In recent years, as dementia overtook her, my mother imagined that her mother and brother, both long dead, were living on the same hall as her at the nursing home.

She would insist that I go next door and check on my grandmother or go see the administrator to make sure a room was being prepared for my uncle. I learned early on not to argue with such requests, and instead merely wandered around in the hall out of her sight for a little while until she forgot why I’d left the room.

It is only fitting, then, that after having ducked any number of humane opportunities to die and avoid further suffering and confusion, my mother waited until last night, the same day as her mother’s birth date, to die. 

Marjorie Jones, c.1921


My mother was a formidable person. She patterned herself after her mother, who was left single with three children to raise after her husband took his life during the Great Depression. My mother didn’t face the same challenges that her mother faced. She was also the youngest of the three children and forever demanded the attention and adoration that a youngest child can sometimes expect. Still, she was, to put it lightly, very strong willed, and this didn’t always make her easy to be around.

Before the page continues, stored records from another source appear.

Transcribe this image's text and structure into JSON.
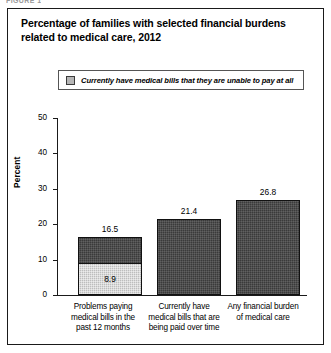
{
  "figure_caption": "FIGURE 1",
  "chart_data": {
    "type": "bar",
    "title": "Percentage of families with selected financial burdens related to medical care, 2012",
    "title_line1": "Percentage of families with selected financial burdens",
    "title_line2": "related to medical care, 2012",
    "xlabel": "",
    "ylabel": "Percent",
    "ylim": [
      0,
      50
    ],
    "ytick_labels": [
      "0",
      "10",
      "20",
      "30",
      "40",
      "50"
    ],
    "yticks": [
      0,
      10,
      20,
      30,
      40,
      50
    ],
    "grid": false,
    "legend_position": "top",
    "legend": [
      {
        "label": "Currently have medical bills that they are unable to pay at all",
        "color": "#bdbdbd"
      }
    ],
    "series": [
      {
        "name": "Total",
        "color": "#3a3a3a",
        "values": [
          16.5,
          21.4,
          26.8
        ]
      },
      {
        "name": "Currently have medical bills that they are unable to pay at all",
        "color": "#bdbdbd",
        "values": [
          8.9,
          null,
          null
        ]
      }
    ],
    "categories": [
      "Problems paying medical bills in the past 12 months",
      "Currently have medical bills that are being paid over time",
      "Any financial burden of medical care"
    ],
    "category_lines": [
      [
        "Problems paying",
        "medical bills in the",
        "past 12 months"
      ],
      [
        "Currently have",
        "medical bills that are",
        "being paid over time"
      ],
      [
        "Any financial burden",
        "of medical care"
      ]
    ],
    "data_labels": {
      "totals": [
        "16.5",
        "21.4",
        "26.8"
      ],
      "sub": [
        "8.9",
        "",
        ""
      ]
    }
  }
}
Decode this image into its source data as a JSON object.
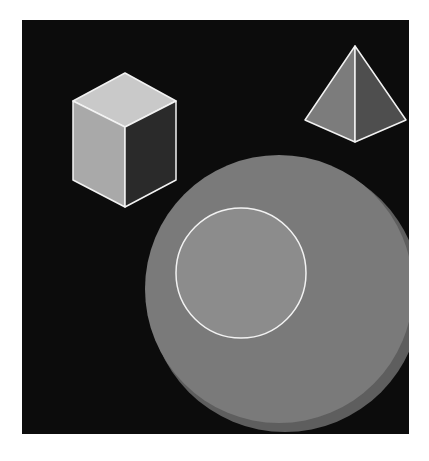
{
  "scene": {
    "background_color": "#0c0c0c",
    "page_color": "#ffffff",
    "outline_color": "#f2f2f2",
    "shapes": {
      "cube": {
        "label": "cube",
        "top_face_color": "#c9c9c9",
        "left_face_color": "#a9a9a9",
        "right_face_color": "#2a2a2a"
      },
      "pyramid": {
        "label": "pyramid",
        "left_face_color": "#7c7c7c",
        "right_face_color": "#4e4e4e"
      },
      "cylinder": {
        "label": "cylinder",
        "side_color": "#5e5e5e",
        "top_color": "#7a7a7a"
      },
      "inner_circle": {
        "label": "circle",
        "fill_color": "#8c8c8c"
      }
    }
  }
}
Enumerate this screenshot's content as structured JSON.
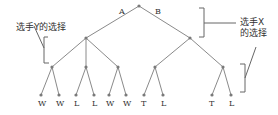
{
  "diagram": {
    "type": "game-tree",
    "root_edges": {
      "left": "A",
      "right": "B"
    },
    "annotations": {
      "player_y": "选手Y的选择",
      "player_x_line1": "选手X",
      "player_x_line2": "的选择"
    },
    "leaves": [
      "W",
      "W",
      "L",
      "L",
      "W",
      "W",
      "T",
      "L",
      "T",
      "L"
    ]
  }
}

The upside of my mother’s late-in-life journey with dementia, though, was that it erased her hardest edges. She forgot her grudges and couldn’t remember any new ones. My sister once jokingly asked, “Who took away our mother and left that sweet little old lady in her place?”

In the last year or so, there wasn’t much my mother could control. The one thing she could command people to do was to arrange the curtains in her room. (I always felt sorry for her roommate, who got no say in this matter.) No matter whether you found them open or closed or blowing gently in a spring breeze, she’d have you pull them back and forth endlessly until they were “just right.”  And then she’d have you move them again.

I used to think it was the curtains. Then I realized it was that the curtains were the one thing over which she could still have dominion.

I thought it was just family, too, that she’d order around like that. But as various members of the nursing home staff stopped by her room yesterday to pay their respects, almost all had a story to tell about how she gotten them all hot and bothered trying to get those damned curtains “just right.”

I must confess that they were far more patient with her than I was. I’m just happy that my grandmother and uncle didn’t actually make it to this nursing home. I’m sure my mother would have had me go to their rooms to adjust their curtains, too, and I just didn’t have that much patience in me.